ABOVE: OFF SCREEN JIMMY SANSTER AND RALPH BATES WERE VERY GOOD MATES. AFTER RALPH'S SAD AND TRAGIC PASSING IN 1991, SANGSTER WOULD OFTEN REFLECT IN INTERVIEWS HOW MUCH HE STILL MISSED HIS OLD FRIEND . . 

SANGSTER DOES a good job cranking up the tension, but he must have used up his entire stock of directorial skills on Fear, as his other two outing for Hammer, 'Lust for a Vampire' and 'Horror of Frankenstein' are no way as inventive and entertaining as Fear. If you haven't seen Fear In The Night, it's worth your trouble digging it out. For those who have, revisit it, and remind yourselves, just how good Hammer could be when they had to....


#SILENTBUTDEADLY: PETER CUSHING EVER THE optimist, roles up he sleeves and attempts his, what's going on here then, medical sensibilities to a man who is WELL GONE, in the rip roaring, a 'new twist and plot development every minute', #HORROREXPRESS.  It never fails to surprise me how much everyone has a soft spot for this film. According to Christopher Lee, who appeared with Cushing in this Spanish-Horror, it wasn't the most comfortable of excursions. A little like Cushing dip into the Hong Kong way of making movies, with Seven Golden Vampires, the studio was basic, the catering was..basic, and Cushing who was still very much in an emotional spiral after the recent passing of his wife, Helen..wanted to just go home. In fact, if Lee had not intervened, Cushing would have been booked on the next REAL train out. The work surroundings and home comforts were absent, but every penny of the budget, was on the screen. Including that beautiful locomotive of the title. Sadly, before  all the 'train-spotters' race for a copy, much of the 'Express' travel footage was model work, good model work, but not the real article in loco-motion.


CHRISTOPHER LEE DEMONSTRATES THE OL ADAGE WHEN A SHOT GUN ISN'T  AT HAND, USE YOURS HANDS, TO KILL....A DEAD PERSON!

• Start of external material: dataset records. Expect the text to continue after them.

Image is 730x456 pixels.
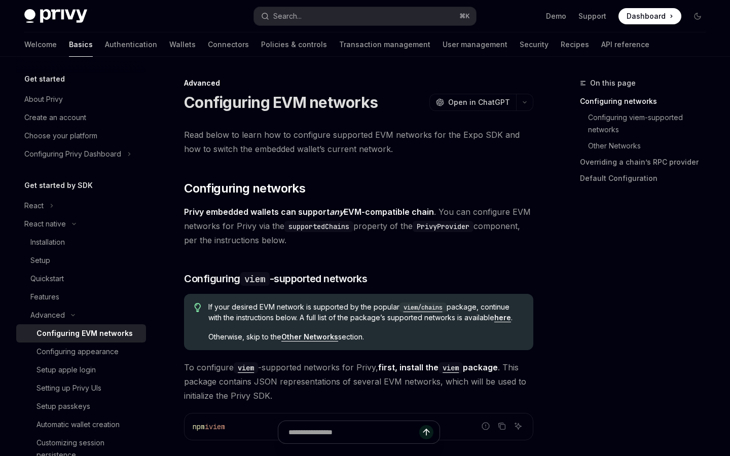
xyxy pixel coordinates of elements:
a: Overriding a chain’s RPC provider [580,154,713,170]
a: Basics [69,32,93,57]
button: Advanced [16,306,146,324]
a: Features [16,288,146,306]
div: Installation [30,236,65,248]
button: Search...⌘K [254,7,475,25]
a: Setting up Privy UIs [16,379,146,397]
a: User management [442,32,507,57]
div: Features [30,291,59,303]
h5: Get started by SDK [24,179,93,192]
a: Configuring EVM networks [16,324,146,342]
button: Open in ChatGPT [429,94,516,111]
div: Setting up Privy UIs [36,382,101,394]
a: Dashboard [618,8,681,24]
h5: Get started [24,73,65,85]
span: Configuring networks [184,180,305,197]
a: Default Configuration [580,170,713,186]
button: Send message [419,425,433,439]
div: Search... [273,10,301,22]
a: Configuring appearance [16,342,146,361]
div: Configuring Privy Dashboard [24,148,121,160]
a: Setup [16,251,146,270]
div: Create an account [24,111,86,124]
strong: first, install the package [378,362,498,372]
a: Transaction management [339,32,430,57]
div: Advanced [30,309,65,321]
code: viem [234,362,258,373]
span: . You can configure EVM networks for Privy via the property of the component, per the instruction... [184,205,533,247]
em: any [329,207,343,217]
a: Configuring viem-supported networks [580,109,713,138]
a: Setup passkeys [16,397,146,415]
a: Choose your platform [16,127,146,145]
a: Recipes [560,32,589,57]
code: viem/chains [399,302,446,313]
div: Automatic wallet creation [36,418,120,431]
span: On this page [590,77,635,89]
span: ⌘ K [459,12,470,20]
a: Wallets [169,32,196,57]
a: Other Networks [281,332,338,341]
a: Configuring networks [580,93,713,109]
div: Setup apple login [36,364,96,376]
strong: Privy embedded wallets can support EVM-compatible chain [184,207,434,217]
span: Dashboard [626,11,665,21]
a: Automatic wallet creation [16,415,146,434]
a: Authentication [105,32,157,57]
span: Open in ChatGPT [448,97,510,107]
div: Setup passkeys [36,400,90,412]
a: Policies & controls [261,32,327,57]
a: Support [578,11,606,21]
div: Setup [30,254,50,266]
code: PrivyProvider [412,221,473,232]
button: React native [16,215,146,233]
div: Advanced [184,78,533,88]
a: Demo [546,11,566,21]
a: Welcome [24,32,57,57]
a: API reference [601,32,649,57]
a: Connectors [208,32,249,57]
span: Configuring -supported networks [184,272,367,286]
code: supportedChains [284,221,353,232]
a: Quickstart [16,270,146,288]
div: React [24,200,44,212]
a: viem [438,362,463,372]
svg: Tip [194,303,201,312]
button: Configuring Privy Dashboard [16,145,146,163]
div: Configuring EVM networks [36,327,133,339]
input: Ask a question... [288,421,419,443]
span: Read below to learn how to configure supported EVM networks for the Expo SDK and how to switch th... [184,128,533,156]
a: About Privy [16,90,146,108]
a: Security [519,32,548,57]
div: Configuring appearance [36,346,119,358]
h1: Configuring EVM networks [184,93,377,111]
a: Installation [16,233,146,251]
img: dark logo [24,9,87,23]
div: Choose your platform [24,130,97,142]
div: About Privy [24,93,63,105]
button: React [16,197,146,215]
div: Quickstart [30,273,64,285]
a: Other Networks [580,138,713,154]
a: here [494,313,511,322]
a: Setup apple login [16,361,146,379]
div: React native [24,218,66,230]
a: viem/chains [399,302,446,311]
span: If your desired EVM network is supported by the popular package, continue with the instructions b... [208,302,523,323]
span: To configure -supported networks for Privy, . This package contains JSON representations of sever... [184,360,533,403]
a: Create an account [16,108,146,127]
a: viem [234,362,258,372]
button: Toggle dark mode [689,8,705,24]
code: viem [240,272,270,286]
span: Otherwise, skip to the section. [208,332,523,342]
code: viem [438,362,463,373]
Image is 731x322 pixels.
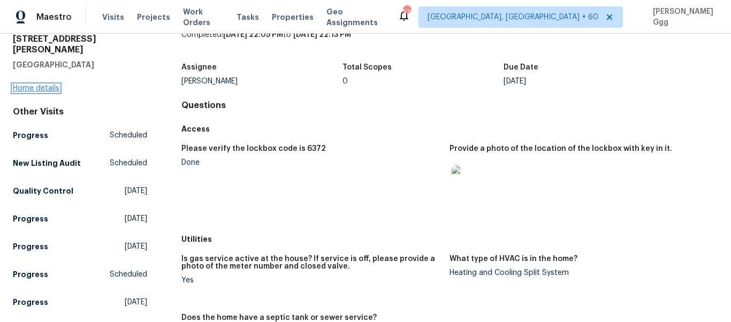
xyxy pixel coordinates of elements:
[36,12,72,22] span: Maestro
[449,145,672,152] h5: Provide a photo of the location of the lockbox with key in it.
[326,6,385,28] span: Geo Assignments
[13,213,48,224] h5: Progress
[223,31,283,39] span: [DATE] 22:05 PM
[13,126,147,145] a: ProgressScheduled
[110,269,147,280] span: Scheduled
[13,297,48,308] h5: Progress
[181,78,342,85] div: [PERSON_NAME]
[181,29,718,57] div: Completed: to
[403,6,410,17] div: 516
[449,255,577,263] h5: What type of HVAC is in the home?
[181,124,718,134] h5: Access
[449,269,710,277] div: Heating and Cooling Split System
[237,13,259,21] span: Tasks
[181,255,441,270] h5: Is gas service active at the house? If service is off, please provide a photo of the meter number...
[13,34,147,55] h2: [STREET_ADDRESS][PERSON_NAME]
[181,234,718,245] h5: Utilities
[649,6,715,28] span: [PERSON_NAME] Ggg
[13,186,73,196] h5: Quality Control
[342,78,504,85] div: 0
[13,209,147,228] a: Progress[DATE]
[181,159,441,166] div: Done
[13,237,147,256] a: Progress[DATE]
[137,12,170,22] span: Projects
[13,241,48,252] h5: Progress
[181,145,326,152] h5: Please verify the lockbox code is 6372
[181,314,377,322] h5: Does the home have a septic tank or sewer service?
[272,12,314,22] span: Properties
[181,64,217,71] h5: Assignee
[504,64,538,71] h5: Due Date
[342,64,392,71] h5: Total Scopes
[181,277,441,284] div: Yes
[110,130,147,141] span: Scheduled
[110,158,147,169] span: Scheduled
[13,59,147,70] h5: [GEOGRAPHIC_DATA]
[13,265,147,284] a: ProgressScheduled
[13,106,147,117] div: Other Visits
[102,12,124,22] span: Visits
[181,100,718,111] h4: Questions
[293,31,351,39] span: [DATE] 22:13 PM
[125,241,147,252] span: [DATE]
[504,78,665,85] div: [DATE]
[125,297,147,308] span: [DATE]
[13,85,59,92] a: Home details
[13,158,81,169] h5: New Listing Audit
[125,213,147,224] span: [DATE]
[13,130,48,141] h5: Progress
[13,181,147,201] a: Quality Control[DATE]
[13,154,147,173] a: New Listing AuditScheduled
[428,12,598,22] span: [GEOGRAPHIC_DATA], [GEOGRAPHIC_DATA] + 60
[13,293,147,312] a: Progress[DATE]
[125,186,147,196] span: [DATE]
[183,6,224,28] span: Work Orders
[13,269,48,280] h5: Progress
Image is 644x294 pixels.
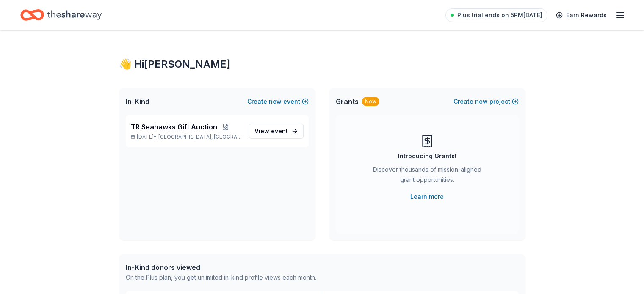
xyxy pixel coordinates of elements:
[249,124,303,139] a: View event
[119,58,525,71] div: 👋 Hi [PERSON_NAME]
[131,122,217,132] span: TR Seahawks Gift Auction
[247,96,308,107] button: Createnewevent
[446,9,547,22] a: Plus trial ends on 5PM[DATE]
[398,151,457,161] div: Introducing Grants!
[336,96,359,107] span: Grants
[20,5,101,25] a: Home
[268,96,281,107] span: new
[362,97,379,107] div: New
[158,134,242,141] span: [GEOGRAPHIC_DATA], [GEOGRAPHIC_DATA]
[370,164,485,188] div: Discover thousands of mission-aligned grant opportunities.
[126,262,316,273] div: In-Kind donors viewed
[453,96,519,107] button: Createnewproject
[550,8,612,23] a: Earn Rewards
[474,96,487,107] span: new
[457,10,542,20] span: Plus trial ends on 5PM[DATE]
[410,192,444,202] a: Learn more
[255,126,288,136] span: View
[126,96,149,107] span: In-Kind
[126,273,316,283] div: On the Plus plan, you get unlimited in-kind profile views each month.
[271,128,288,135] span: event
[131,134,242,141] p: [DATE] •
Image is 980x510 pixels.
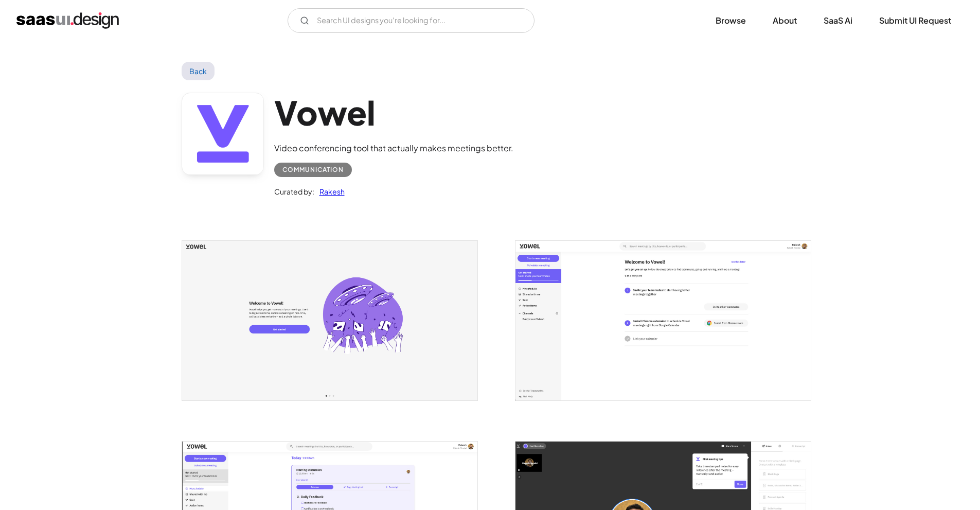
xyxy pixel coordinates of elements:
input: Search UI designs you're looking for... [288,8,534,33]
form: Email Form [288,8,534,33]
div: Curated by: [274,185,314,198]
a: Browse [703,9,758,32]
a: Submit UI Request [867,9,963,32]
a: Rakesh [314,185,344,198]
div: Communication [282,164,344,176]
a: open lightbox [182,241,477,400]
a: SaaS Ai [811,9,865,32]
div: Video conferencing tool that actually makes meetings better. [274,142,513,154]
a: home [17,12,119,29]
a: Back [182,62,215,81]
img: 60167332710fdffebb6a6cab_vowel-dashboard.jpg [515,241,811,400]
a: About [760,9,809,32]
a: open lightbox [515,241,811,400]
h1: Vowel [274,92,513,132]
img: 60167266b92849512065eafd_vowel-welcome.jpg [182,241,477,400]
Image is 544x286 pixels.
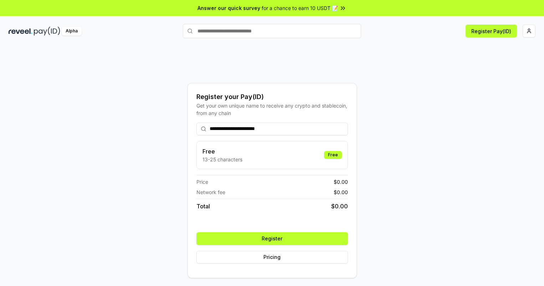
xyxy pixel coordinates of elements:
[203,147,242,156] h3: Free
[324,151,342,159] div: Free
[196,233,348,245] button: Register
[262,4,338,12] span: for a chance to earn 10 USDT 📝
[203,156,242,163] p: 13-25 characters
[196,102,348,117] div: Get your own unique name to receive any crypto and stablecoin, from any chain
[331,202,348,211] span: $ 0.00
[196,178,208,186] span: Price
[198,4,260,12] span: Answer our quick survey
[9,27,32,36] img: reveel_dark
[34,27,60,36] img: pay_id
[196,202,210,211] span: Total
[334,178,348,186] span: $ 0.00
[334,189,348,196] span: $ 0.00
[196,251,348,264] button: Pricing
[466,25,517,37] button: Register Pay(ID)
[196,92,348,102] div: Register your Pay(ID)
[62,27,82,36] div: Alpha
[196,189,225,196] span: Network fee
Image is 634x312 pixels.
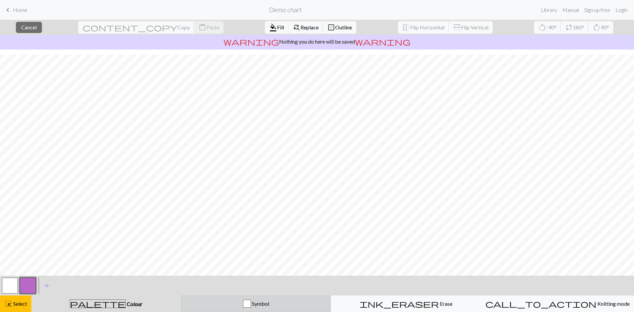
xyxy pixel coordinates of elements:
span: warning [224,37,279,46]
a: Sign up free [582,3,613,17]
span: content_copy [83,23,178,32]
span: sync [565,23,573,32]
p: Nothing you do here will be saved [3,38,631,46]
span: Select [12,301,27,307]
span: palette [70,299,125,308]
button: 180° [561,21,589,34]
button: Symbol [181,296,331,312]
span: find_replace [293,23,301,32]
span: border_outer [327,23,335,32]
button: Erase [331,296,481,312]
span: flip [452,23,462,31]
span: keyboard_arrow_left [4,5,12,15]
span: format_color_fill [269,23,277,32]
span: call_to_action [485,299,596,308]
span: add [43,281,51,290]
span: highlight_alt [4,299,12,308]
span: Colour [126,301,142,307]
span: Flip Vertical [461,24,488,30]
span: rotate_left [538,23,546,32]
span: Knitting mode [596,301,630,307]
span: -90° [546,24,556,30]
button: Replace [288,21,323,34]
button: Flip Vertical [449,21,493,34]
button: Knitting mode [481,296,634,312]
span: warning [355,37,410,46]
button: Colour [31,296,181,312]
span: Home [13,7,27,13]
a: Manual [560,3,582,17]
button: -90° [534,21,561,34]
span: Fill [277,24,284,30]
h2: Demo chart [269,6,302,14]
span: Erase [439,301,452,307]
span: Cancel [21,24,37,30]
a: Home [4,4,27,16]
span: Symbol [251,301,269,307]
span: 180° [573,24,584,30]
span: Copy [178,24,190,30]
span: Replace [301,24,319,30]
button: Outline [323,21,356,34]
button: 90° [588,21,613,34]
span: flip [402,23,410,32]
a: Login [613,3,630,17]
span: Flip Horizontal [410,24,445,30]
span: Outline [335,24,352,30]
button: Cancel [16,22,42,33]
a: Library [538,3,560,17]
button: Copy [78,21,195,34]
span: rotate_right [593,23,601,32]
span: 90° [601,24,609,30]
button: Flip Horizontal [398,21,449,34]
button: Fill [265,21,289,34]
span: ink_eraser [360,299,439,308]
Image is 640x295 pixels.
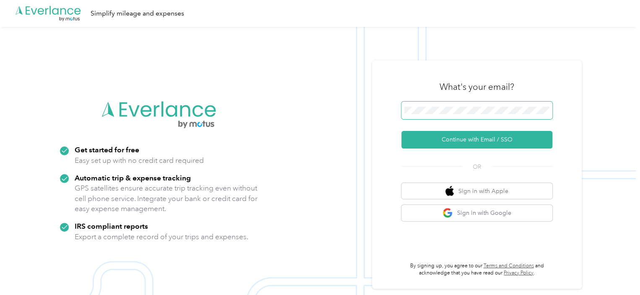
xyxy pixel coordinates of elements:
[401,183,552,199] button: apple logoSign in with Apple
[445,186,454,196] img: apple logo
[75,231,248,242] p: Export a complete record of your trips and expenses.
[91,8,184,19] div: Simplify mileage and expenses
[75,145,139,154] strong: Get started for free
[75,221,148,230] strong: IRS compliant reports
[401,262,552,277] p: By signing up, you agree to our and acknowledge that you have read our .
[483,262,534,269] a: Terms and Conditions
[439,81,514,93] h3: What's your email?
[442,208,453,218] img: google logo
[75,183,258,214] p: GPS satellites ensure accurate trip tracking even without cell phone service. Integrate your bank...
[504,270,533,276] a: Privacy Policy
[462,162,491,171] span: OR
[75,155,204,166] p: Easy set up with no credit card required
[75,173,191,182] strong: Automatic trip & expense tracking
[401,131,552,148] button: Continue with Email / SSO
[401,205,552,221] button: google logoSign in with Google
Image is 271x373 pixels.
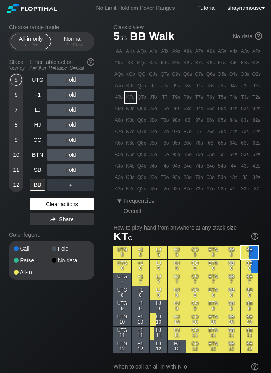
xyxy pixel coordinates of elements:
div: 52o [217,183,228,194]
div: Fold [47,74,94,86]
div: Q9s [171,69,182,80]
div: 33 [239,172,251,183]
div: ATs [159,46,170,57]
div: Q7o [136,126,147,137]
div: A7s [194,46,205,57]
div: J6o [148,138,159,149]
div: K9s [171,57,182,68]
div: K5s [217,57,228,68]
div: SB 10 [222,313,240,326]
div: HJ 10 [168,313,186,326]
div: A6o [113,138,124,149]
div: Fold [47,89,94,101]
div: UTG 6 [113,260,131,273]
div: K8s [182,57,193,68]
div: T2s [251,92,262,103]
div: K6s [205,57,216,68]
div: QJo [136,80,147,91]
div: 85s [217,115,228,126]
div: BB 8 [241,286,258,300]
div: KTo [125,92,136,103]
div: 72o [194,183,205,194]
div: BB 6 [241,260,258,273]
div: K7o [125,126,136,137]
div: 87o [182,126,193,137]
div: LJ [30,104,45,116]
div: ▾ [114,196,124,205]
div: 83s [239,115,251,126]
div: JTs [159,80,170,91]
div: 65o [205,149,216,160]
div: AQo [113,69,124,80]
div: Clear actions [30,198,94,210]
div: Share [30,213,94,225]
div: K3s [239,57,251,68]
div: T4o [159,160,170,171]
div: BTN 5 [204,246,222,259]
div: 93o [171,172,182,183]
div: UTG 10 [113,313,131,326]
div: J9s [171,80,182,91]
div: 75s [217,126,228,137]
div: SB [30,164,45,176]
div: CO 5 [186,246,204,259]
div: BTN 12 [204,340,222,353]
div: T6o [159,138,170,149]
div: 97o [171,126,182,137]
div: 55 [217,149,228,160]
div: K4s [228,57,239,68]
div: KQs [136,57,147,68]
div: All-in only [13,34,49,49]
div: 63o [205,172,216,183]
div: 65s [217,138,228,149]
img: Floptimal logo [6,4,57,13]
div: J2o [148,183,159,194]
div: J3o [148,172,159,183]
div: KTs [159,57,170,68]
div: QJs [148,69,159,80]
img: share.864f2f62.svg [50,217,56,222]
div: 5 – 12 [14,42,47,47]
div: Q2o [136,183,147,194]
div: 85o [182,149,193,160]
div: 74o [194,160,205,171]
div: 77 [194,126,205,137]
div: +1 6 [132,260,149,273]
div: Q8o [136,115,147,126]
div: 92o [171,183,182,194]
div: Q8s [182,69,193,80]
div: CO 9 [186,300,204,313]
div: 9 [10,134,22,146]
div: 53s [239,149,251,160]
div: Call [14,246,52,251]
div: SB 7 [222,273,240,286]
div: HJ 8 [168,286,186,300]
div: KJs [148,57,159,68]
div: +1 12 [132,340,149,353]
img: help.32db89a4.svg [251,232,259,241]
div: J8s [182,80,193,91]
div: All-in [14,269,52,275]
div: No Limit Hold’em Poker Ranges [84,5,187,13]
div: 10 [10,149,22,161]
div: K2o [125,183,136,194]
div: 82o [182,183,193,194]
div: T3s [239,92,251,103]
div: AKs [125,46,136,57]
div: Fold [47,134,94,146]
div: Tourney [6,65,26,71]
div: J7s [194,80,205,91]
div: 64s [228,138,239,149]
div: 75o [194,149,205,160]
div: 84s [228,115,239,126]
div: J5s [217,80,228,91]
div: 5 [10,74,22,86]
div: J4o [148,160,159,171]
div: 96o [171,138,182,149]
div: HJ 9 [168,300,186,313]
div: 74s [228,126,239,137]
div: A=All-in R=Raise C=Call [30,65,94,71]
span: o [128,233,132,242]
div: Q5s [217,69,228,80]
div: T3o [159,172,170,183]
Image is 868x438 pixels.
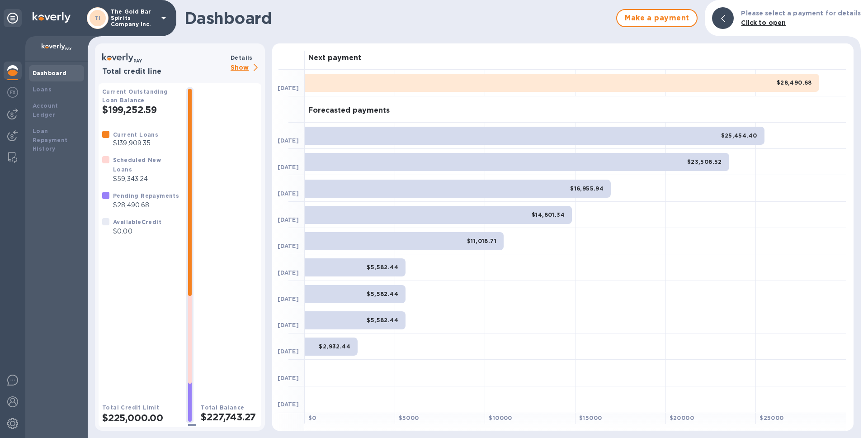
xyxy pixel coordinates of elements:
h2: $225,000.00 [102,412,179,423]
b: [DATE] [277,190,299,197]
b: Available Credit [113,218,161,225]
b: $14,801.34 [532,211,565,218]
p: $139,909.35 [113,139,159,148]
b: $ 0 [308,415,316,421]
h3: Forecasted payments [308,106,390,115]
h3: Total credit line [102,68,227,76]
button: Make a payment [616,9,698,27]
p: $59,343.24 [113,174,179,184]
b: TI [94,15,101,21]
b: [DATE] [277,242,299,249]
p: The Gold Bar Spirits Company Inc. [111,8,156,27]
p: $28,490.68 [113,201,179,210]
span: Make a payment [625,13,689,23]
b: $ 10000 [489,415,512,421]
b: $28,490.68 [777,79,812,86]
b: [DATE] [277,296,299,302]
p: Show [231,63,261,74]
b: Total Balance [201,404,244,411]
b: $11,018.71 [467,237,496,244]
b: Current Outstanding Loan Balance [102,88,168,103]
h2: $199,252.59 [102,104,179,116]
img: Foreign exchange [7,87,18,98]
b: [DATE] [277,375,299,382]
img: Logo [32,12,70,23]
h1: Dashboard [184,8,612,27]
b: Dashboard [32,70,67,77]
b: Pending Repayments [113,192,179,199]
b: $25,454.40 [721,132,757,139]
b: Loans [32,86,51,93]
b: [DATE] [277,348,299,355]
b: [DATE] [277,84,299,92]
b: $ 5000 [399,415,419,421]
b: Click to open [741,19,786,26]
b: [DATE] [277,322,299,328]
b: [DATE] [277,269,299,276]
b: Total Credit Limit [102,404,159,411]
b: $ 15000 [579,415,602,421]
h3: Next payment [308,54,361,63]
b: $2,932.44 [319,343,351,350]
b: $23,508.52 [687,159,722,165]
b: [DATE] [277,164,299,170]
h2: $227,743.27 [201,411,258,423]
b: $ 20000 [670,415,694,421]
b: Account Ledger [32,102,58,118]
b: [DATE] [277,401,299,408]
b: $ 25000 [760,415,784,421]
b: Scheduled New Loans [113,156,161,173]
div: Unpin categories [3,9,22,27]
b: [DATE] [277,137,299,144]
b: $5,582.44 [367,291,399,297]
b: $16,955.94 [570,185,603,192]
b: Loan Repayment History [32,127,68,153]
b: Current Loans [113,131,159,138]
b: Please select a payment for details [741,9,861,17]
b: $5,582.44 [367,264,399,270]
b: [DATE] [277,216,299,223]
b: Details [231,54,253,61]
p: $0.00 [113,227,161,236]
b: $5,582.44 [367,317,399,323]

PETER CUSHING PROVING SHOT GUNS ARE NOT ONLY GOOD FOR SHOOTING PEOPLE UNDER DUST SHEETS - BUT ZOMBIES TOO!

LEE AND CUSHING are really on form in this one, and supported by a largely dubbed but capable cast. It appears that since the film moved into a weird and strange siding, in the world of ever confusing copyright, and has become public domain, the Horror Express timetable now appears on just about every compilation bootleg dvd of horror films you can spot on ebay. This in turn has helped the film, garland an even more prominent place with fans of zombie-fossil-thing-on-a-train films. Which can only be good for genre, if a little annoying for the guys who scrimped with that meany budget...! 



IF YOU LIKE what you see here at our website, you'll  love our daily themed posts at our PCAS FACEBOOK FAN PAGE.  Just click that blue LINK and click LIKE when you get there, and help us . . Keep The Memory Alive!. The Peter Cushing Appreciation Society website, facebook fan page and youtube channel are managed, edited and written by Marcus Brooks, PCAS coordinator since 1979. PCAS is based in the UK and USA. 

Sunday 30 March 2014

KATE O'MARA 1939 - 2014


Very sad to hear of the passing of actress Kate O'Mara today. Probably best known for playing Alexis Colby's scheming sister Cassandra 'Caress' Morrell in the US soap Dynasty during the mid 1980s, along with appearances in Dr Who, Triangle and Howard's Way. But, for us she stands out in two films where she worked with Peter Cushing. In 1971 she played Mme Perrodot, The Governess in Hammer films 'The Vampire Lovers' and Val Nolan in the Robert Hartford-Davis film, 'Corruption' (1968).